[[ EXTRACTED INFORMATION open ]]

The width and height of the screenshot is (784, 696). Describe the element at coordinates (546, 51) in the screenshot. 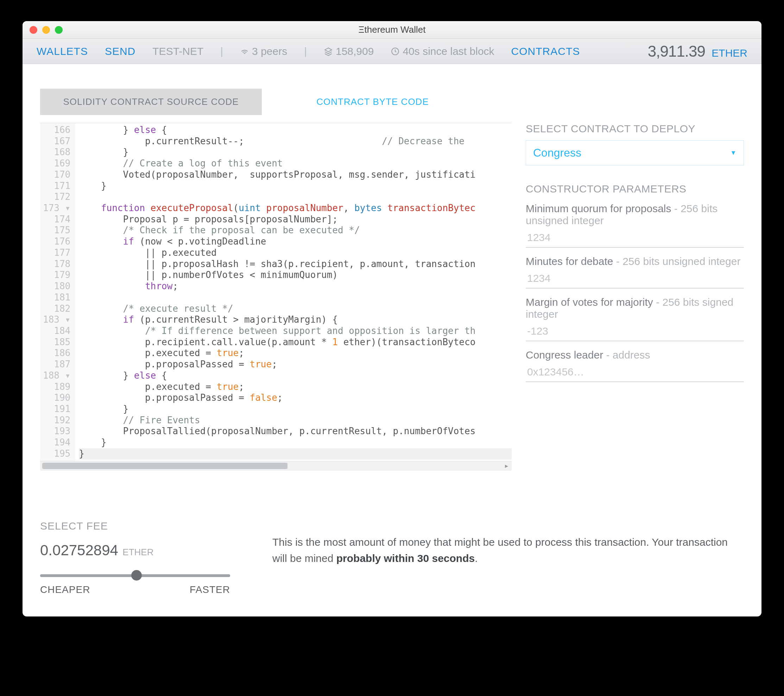

I see `nav-contracts: CONTRACTS` at that location.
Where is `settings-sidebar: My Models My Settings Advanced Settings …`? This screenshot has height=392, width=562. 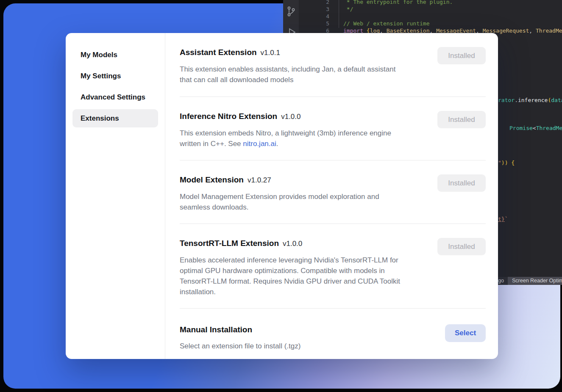 settings-sidebar: My Models My Settings Advanced Settings … is located at coordinates (115, 196).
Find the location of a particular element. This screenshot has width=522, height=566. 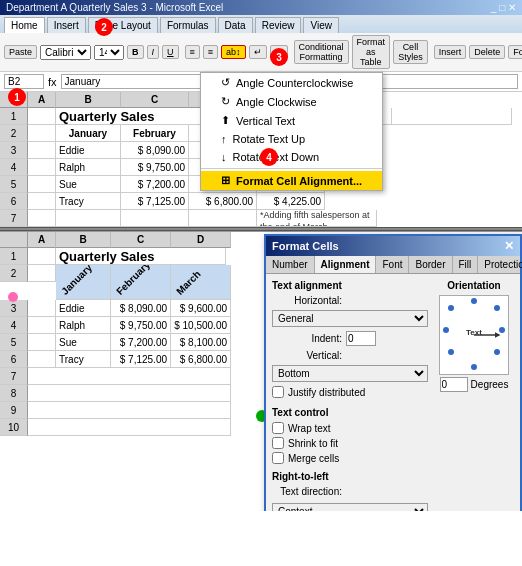

cell-b2: January is located at coordinates (88, 134).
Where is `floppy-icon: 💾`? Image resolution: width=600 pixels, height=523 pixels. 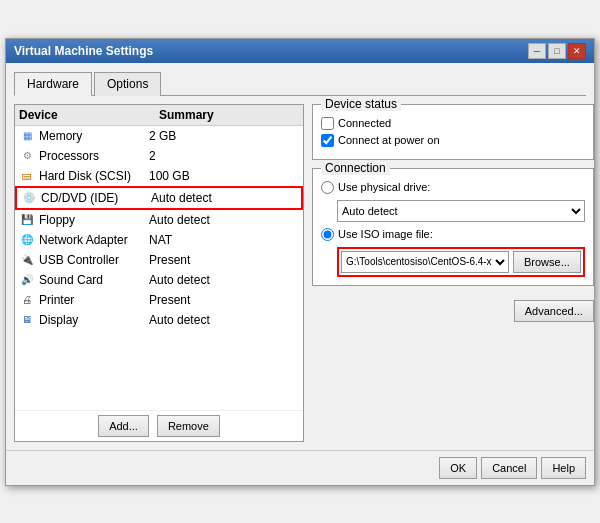
floppy-icon: 💾 is located at coordinates (27, 220).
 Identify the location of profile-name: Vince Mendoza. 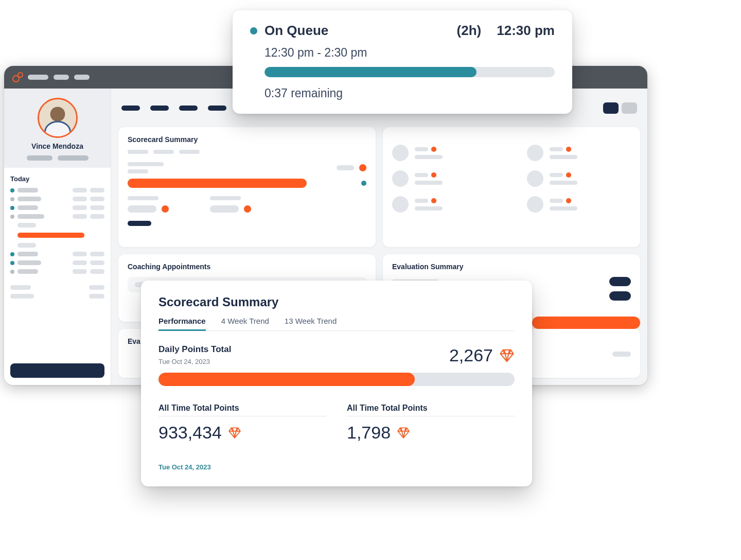
(58, 146).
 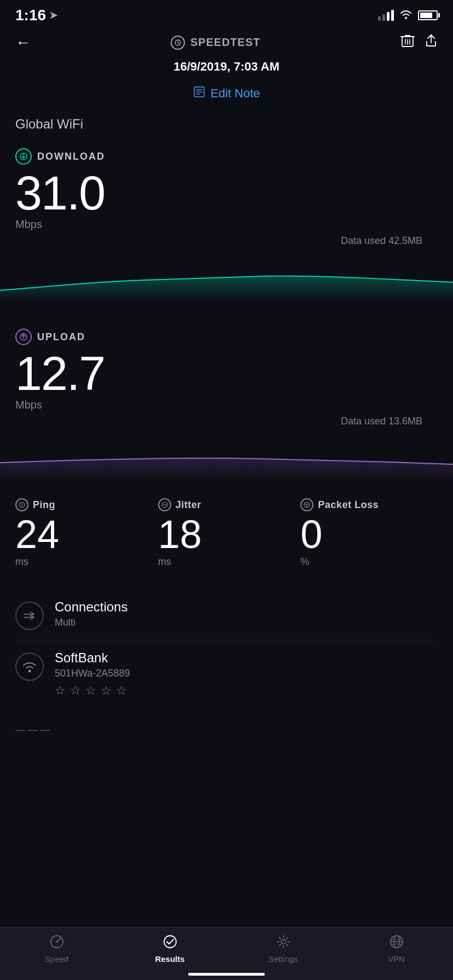 What do you see at coordinates (188, 505) in the screenshot?
I see `jitter-label: Jitter` at bounding box center [188, 505].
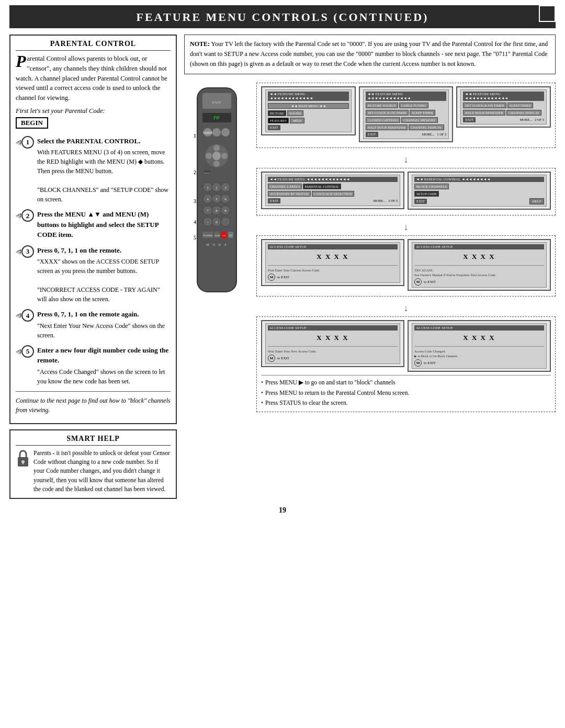  Describe the element at coordinates (430, 282) in the screenshot. I see `tv-to-exit-2: to EXIT` at that location.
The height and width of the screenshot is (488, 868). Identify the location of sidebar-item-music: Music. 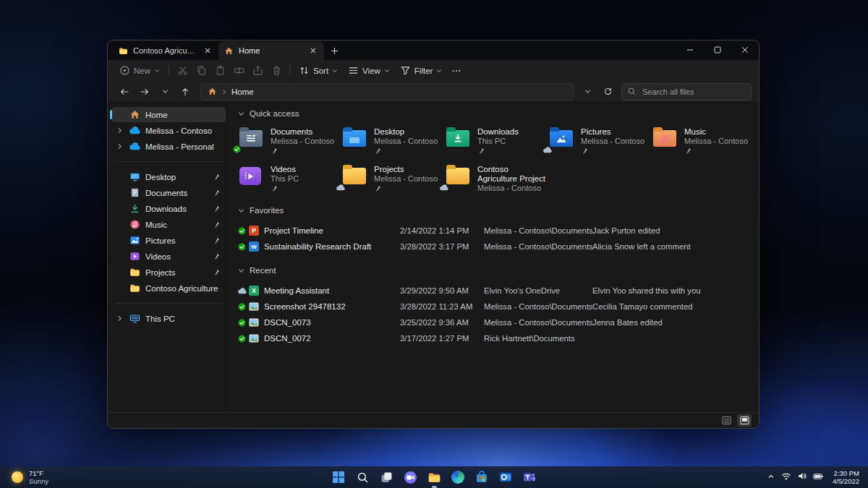
(169, 224).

[[ EXTRACTED INFORMATION closed ]]

What is needed is an exact transcription of the lines from the one containing "Find the location" through the last line of the records above, both included, with no pictures.

Find the location of a particular element. This screenshot has width=522, height=566. 

cell-b2: January is located at coordinates (88, 134).
Where is `floppy-icon: 💾`? Image resolution: width=600 pixels, height=523 pixels. 
floppy-icon: 💾 is located at coordinates (27, 220).
 Identify the location of profile-name: Vince Mendoza. 
(58, 146).
  What do you see at coordinates (188, 505) in the screenshot?
I see `jitter-label: Jitter` at bounding box center [188, 505].
  Describe the element at coordinates (430, 282) in the screenshot. I see `tv-to-exit-2: to EXIT` at that location.
The height and width of the screenshot is (488, 868). Identify the location of sidebar-item-music: Music. 
(169, 224).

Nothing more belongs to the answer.